'Sulthan' review: Karthi lights up this mostly fun entertainer

Lal and Karthi have great on-screen chemistry, adding humanity to the usual Tamil cinema representation of people branded as rowdies.
Karthi in black shirt in Sulthan screenshot
Karthi in black shirt in Sulthan screenshot

Cinema heroes who play dons aren’t new. They have an army of “rowdies” to do their bidding and to tower over. Sulthan does something different with this template. It’s no mean trick to write a script that humanises a hundred men who in other such films may hardly have had a speaking part. That way, Bakkiyaraj Kannnan’s second film is ambitious. On-and-off slightly too ambitious with all the stories it wants to tell simultaneously.

Sethupathi (Napolean) is the don here, but mercifully exits the screen early in the film. He has a hundred men at his command who live in his house and pretty much take over the parenting of his son, Vikram nicknamed Sulthan from the day he’s born. They’re his family. The adult Sulthan (Karthi) returns home to Chennai from Bombay only intending to stay a week, but a series of events take him and his extended family of “rowdy annans” to a village under siege.

This is where the film sometimes struggles to keep its balance. Sulthan, fearing for their lives, wants his father’s men to walk away from their violent jobs. He keeps making a case for peace over a life of bloodshed. The village has its own problems. A wealthy business man (Nawab Shah) wants to grab all the agricultural land to mine its iron. The people have been browbeaten into not working their farms. Nawab Shah’s henchman (Ramchandra Raju) is tasked with ensuring that no one dares to continue their livelihood.

As villains, Nawab Shah is wooden at best, and the much-anticipated Ramchandra Raju’s Tamil debut, despite his magnificent job in the Kannada film KGF: Chapter One as the ruthless Garuda, is too shallowly written to be the menacing enemy that we’re meant to view him as. Sulthan would have benefited from relying less heavily on Ramchandra Raju’s screen presence and spending more time on building up his character.

Despite this, the film is a roaring entertainer. Much of the credit goes to an impeccably in form Karthi. He brings together the right amount of comedy, emotional and mass moments. Mansoor Bhai (Lal), Sethupathi’s second-in-command and Sulthan have an endearing relationship. Lal and Karthi have great on-screen chemistry, adding humanity to the usual Tamil cinema representation of people branded as rowdies. This family of a hundred are distinguishable. Funny. Human.

Watch: Trailer of 'Sulthan'

The over-the-top stunts play out well, backed by a solid soundtrack. This is why Sulthan’s obsession with peaceful solutions gets a bit confusing. Anyway, ultimately the film must have cinematic action sequences—not necessarily a complaint, since the grand face-off between a land grabbing mining company and farmers defending their livelihoods was particularly satisfying. It’s just mystifying what the moral of the story regarding violent measures really is, since Sulthan spends so much time soliloquising about putting an end to his family’s trade in death and bloodshed.

Speaking of what Sulthan is actually about, it’s at times hard to keep track of everything the director wants to say. He clearly wanted to dedicate the film’s soul to farmers (well, the ones who own land mainly). Many of the scenes speak directly to well-to-do people in big cities who care nothing for the ongoing agricultural crisis nor have a clue about the struggles farmers constantly face. When the script also tries to probe the moral complexity of taking up arms, it occasionally has trouble holding all these elements (and our comprehension) in place.

The necessary romance is one more element to keep up with, but at least the heroine has a purpose of her own that interestingly, Karthi takes up instead of the other way around. Her boldness and commitment to the cause of farming families like hers is celebrated, though Rashmika Mandanna fails to convince as a villager from the Salem district.

I do have to say that the feudal overtones in the relationship between Karthi and the men he calls his brothers is hard to ignore. The format of mass-hero films is such that directors, unless they’re conscious about social hierarchies, will keep sacrificing individual agency for saviour-figures. To be completely fair, Sulthan is self-aware enough to question his father about these dynamics at a particular point in the film.

Apart from intermittent lags, Sulthan is a surprisingly fun film. Bakkiyaraj Kannnan’s directorial debut Remo being the torturous viewing experience it was, I expected far less from his second attempt. I’d rate this a 3.5—most definitely worth a watch.

Disclaimer: This review was not paid for or commissioned by anyone associated with the series/film. TNM Editorial is independent of any business relationship the organisation may have with producers or any other members of its cast or crew.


▸ Exercise requirements
Check the data underneath for lines holding the word "Unit", and state only how many you find.

[Given data Boundary: Start]

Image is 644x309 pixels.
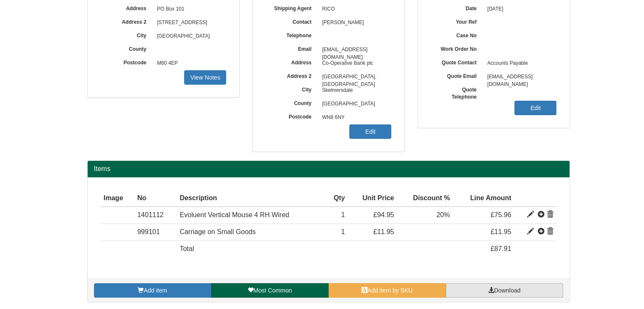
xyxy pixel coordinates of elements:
[266,70,318,80] label: Address 2
[373,211,394,218] span: £94.95
[431,84,484,101] label: Quote Telephone
[318,84,391,97] span: Skelmersdale
[350,124,391,139] a: Edit
[431,29,484,40] label: Case No
[491,245,512,252] span: £87.91
[341,228,345,235] span: 1
[266,97,318,107] label: County
[176,190,325,207] th: Description
[491,228,512,235] span: £11.95
[266,16,318,26] label: Contact
[484,57,557,70] span: Accounts Payable
[266,3,318,12] label: Shipping Agent
[431,16,484,26] label: Your Ref
[368,287,413,293] span: Add item by SKU
[373,228,394,235] span: £11.95
[341,211,345,218] span: 1
[446,283,563,298] a: Download
[431,3,484,12] label: Date
[100,43,153,53] label: County
[100,3,153,12] label: Address
[134,190,176,207] th: No
[153,16,227,29] span: [STREET_ADDRESS]
[100,190,135,207] th: Image
[176,241,325,257] td: Total
[484,70,557,84] span: [EMAIL_ADDRESS][DOMAIN_NAME]
[453,190,515,207] th: Line Amount
[318,43,391,57] span: [EMAIL_ADDRESS][DOMAIN_NAME]
[398,190,453,207] th: Discount %
[266,111,318,121] label: Postcode
[100,29,153,40] label: City
[318,16,391,29] span: [PERSON_NAME]
[266,84,318,93] label: City
[134,223,176,241] td: 999101
[491,211,512,218] span: £75.96
[318,111,391,124] span: WN8 6NY
[266,57,318,66] label: Address
[153,57,227,70] span: M60 4EP
[100,16,153,26] label: Address 2
[437,211,450,218] span: 20%
[144,287,167,293] span: Add item
[348,190,398,207] th: Unit Price
[431,57,484,66] label: Quote Contact
[153,29,227,43] span: [GEOGRAPHIC_DATA]
[180,228,256,235] span: Carriage on Small Goods
[318,70,391,84] span: [GEOGRAPHIC_DATA], [GEOGRAPHIC_DATA]
[484,3,557,16] span: [DATE]
[94,165,563,172] h2: Items
[318,3,391,16] span: RICO
[318,97,391,111] span: [GEOGRAPHIC_DATA]
[318,57,391,70] span: Co-Operative Bank plc
[325,190,348,207] th: Qty
[266,29,318,40] label: Telephone
[134,206,176,223] td: 1401112
[514,101,556,115] a: Edit
[494,287,520,293] span: Download
[431,43,484,53] label: Work Order No
[153,3,227,16] span: PO Box 101
[266,43,318,53] label: Email
[100,57,153,66] label: Postcode
[431,70,484,80] label: Quote Email
[180,211,289,218] span: Evoluent Vertical Mouse 4 RH Wired
[253,287,292,293] span: Most Common
[184,70,226,85] a: View Notes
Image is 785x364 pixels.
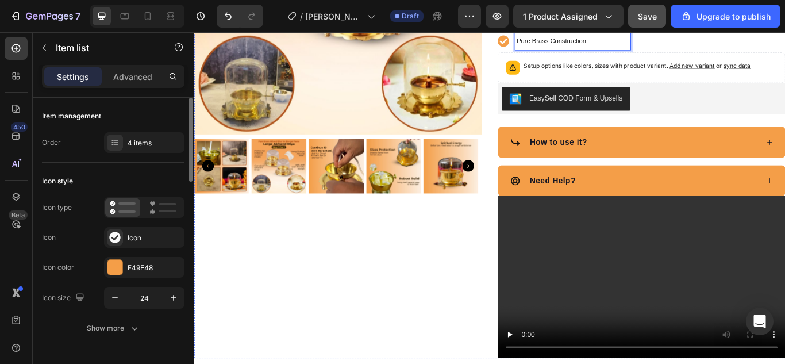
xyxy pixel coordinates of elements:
div: Order [42,137,61,148]
span: Draft [402,11,419,21]
div: Icon [128,233,182,243]
span: or [608,34,650,43]
div: Icon size [42,290,87,306]
div: Open Intercom Messenger [746,308,774,335]
div: Icon [42,232,56,243]
span: sync data [618,34,650,43]
span: Add new variant [555,34,608,43]
button: Save [628,5,666,28]
div: F49E48 [128,263,182,273]
iframe: Design area [194,32,785,364]
div: Item management [42,111,101,121]
div: Upgrade to publish [681,10,771,22]
button: Show more [42,318,185,339]
div: Icon type [42,202,72,213]
span: [PERSON_NAME] [305,10,363,22]
div: Icon color [42,262,74,272]
button: EasySell COD Form & Upsells [359,64,509,91]
div: Beta [9,210,28,220]
button: Upgrade to publish [671,5,781,28]
button: Carousel Next Arrow [313,149,327,163]
div: Icon style [42,176,73,186]
span: Save [638,11,657,21]
p: Need Help? [391,166,445,180]
div: 4 items [128,138,182,148]
span: Pure Brass Construction [377,6,458,14]
p: 7 [75,9,80,23]
button: 7 [5,5,86,28]
button: 1 product assigned [513,5,624,28]
div: Undo/Redo [217,5,263,28]
div: 450 [11,122,28,132]
div: Show more [87,322,140,334]
div: EasySell COD Form & Upsells [391,71,500,83]
p: Advanced [113,71,152,83]
p: Setup options like colors, sizes with product variant. [385,33,650,45]
p: Item list [56,41,153,55]
span: / [300,10,303,22]
p: Settings [57,71,89,83]
p: How to use it? [391,121,458,135]
span: 1 product assigned [523,10,598,22]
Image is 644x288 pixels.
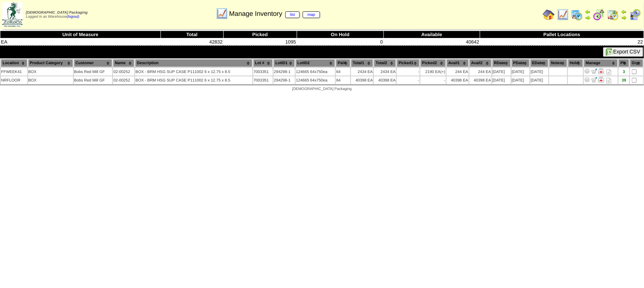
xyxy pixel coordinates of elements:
img: Manage Hold [598,77,604,82]
th: LotID1 [273,59,295,67]
th: On Hold [297,31,383,39]
td: 244 EA [469,68,492,76]
td: 244 EA [446,68,469,76]
a: list [285,11,300,18]
th: Customer [74,59,113,67]
th: Grp [630,59,643,67]
td: - [396,76,419,84]
img: Adjust [584,77,590,82]
th: Picked [223,31,297,39]
div: 39 [619,78,629,82]
th: Total2 [374,59,396,67]
td: [DATE] [511,68,529,76]
td: - [420,76,446,84]
td: - [396,68,419,76]
img: Manage Hold [598,68,604,74]
th: Location [1,59,27,67]
td: 02-00252 [113,76,134,84]
td: 294298-1 [273,76,295,84]
td: 22 [480,39,644,46]
a: map [303,11,320,18]
img: arrowright.gif [621,15,627,21]
td: BOX - BRM HSG SUP CASE P111002 6 x 12.75 x 8.5 [135,68,252,76]
img: home.gif [543,9,555,21]
button: Export CSV [603,47,643,57]
span: Manage Inventory [229,10,320,18]
i: Note [606,78,611,83]
td: EA [0,39,161,46]
td: 2434 EA [351,68,373,76]
img: Move [591,68,597,74]
img: Move [591,77,597,82]
td: 294298-1 [273,68,295,76]
img: calendarinout.gif [607,9,619,21]
td: 64 [336,76,350,84]
td: [DATE] [530,68,548,76]
img: line_graph.gif [557,9,569,21]
img: calendarprod.gif [571,9,582,21]
i: Note [606,69,611,75]
th: LotID2 [295,59,335,67]
td: 02-00252 [113,68,134,76]
th: Total [161,31,223,39]
th: EDate [530,59,548,67]
th: Unit of Measure [0,31,161,39]
td: 40398 EA [374,76,396,84]
th: Manage [584,59,618,67]
td: 40398 EA [446,76,469,84]
img: arrowleft.gif [621,9,627,15]
td: 2434 EA [374,68,396,76]
div: (+) [440,70,445,74]
th: Notes [549,59,567,67]
td: NRFLOOR [1,76,27,84]
td: 1095 [223,39,297,46]
th: Avail2 [469,59,492,67]
th: Description [135,59,252,67]
img: line_graph.gif [216,8,228,20]
td: 64 [336,68,350,76]
td: [DATE] [530,76,548,84]
td: 7003351 [253,76,272,84]
td: BOX [28,76,73,84]
td: 2190 EA [420,68,446,76]
th: RDate [492,59,511,67]
td: FFWEEK41 [1,68,27,76]
td: 124665 64x750ea [295,68,335,76]
td: 40398 EA [469,76,492,84]
span: Logged in as Warehouse [26,11,87,19]
td: BOX - BRM HSG SUP CASE P111002 6 x 12.75 x 8.5 [135,76,252,84]
th: Hold [568,59,583,67]
th: Pal# [336,59,350,67]
td: BOX [28,68,73,76]
th: Pallet Locations [480,31,644,39]
img: calendarcustomer.gif [629,9,641,21]
th: Available [384,31,480,39]
td: 42832 [161,39,223,46]
img: zoroco-logo-small.webp [2,2,22,27]
span: [DEMOGRAPHIC_DATA] Packaging [292,87,352,91]
img: arrowright.gif [585,15,591,21]
td: 40642 [384,39,480,46]
td: [DATE] [492,68,511,76]
th: Plt [619,59,629,67]
td: 124665 64x750ea [295,76,335,84]
td: [DATE] [511,76,529,84]
th: PDate [511,59,529,67]
th: Avail1 [446,59,469,67]
th: Picked2 [420,59,446,67]
td: 40398 EA [351,76,373,84]
th: Picked1 [396,59,419,67]
img: calendarblend.gif [593,9,605,21]
img: arrowleft.gif [585,9,591,15]
td: [DATE] [492,76,511,84]
img: excel.gif [606,48,613,56]
td: 7003351 [253,68,272,76]
td: Bobs Red Mill GF [74,68,113,76]
span: [DEMOGRAPHIC_DATA] Packaging [26,11,87,15]
img: Adjust [584,68,590,74]
td: 0 [297,39,383,46]
td: Bobs Red Mill GF [74,76,113,84]
th: Total1 [351,59,373,67]
th: Lot # [253,59,272,67]
th: Name [113,59,134,67]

[Given data Boundary: End]

▸ Solution for this problem
2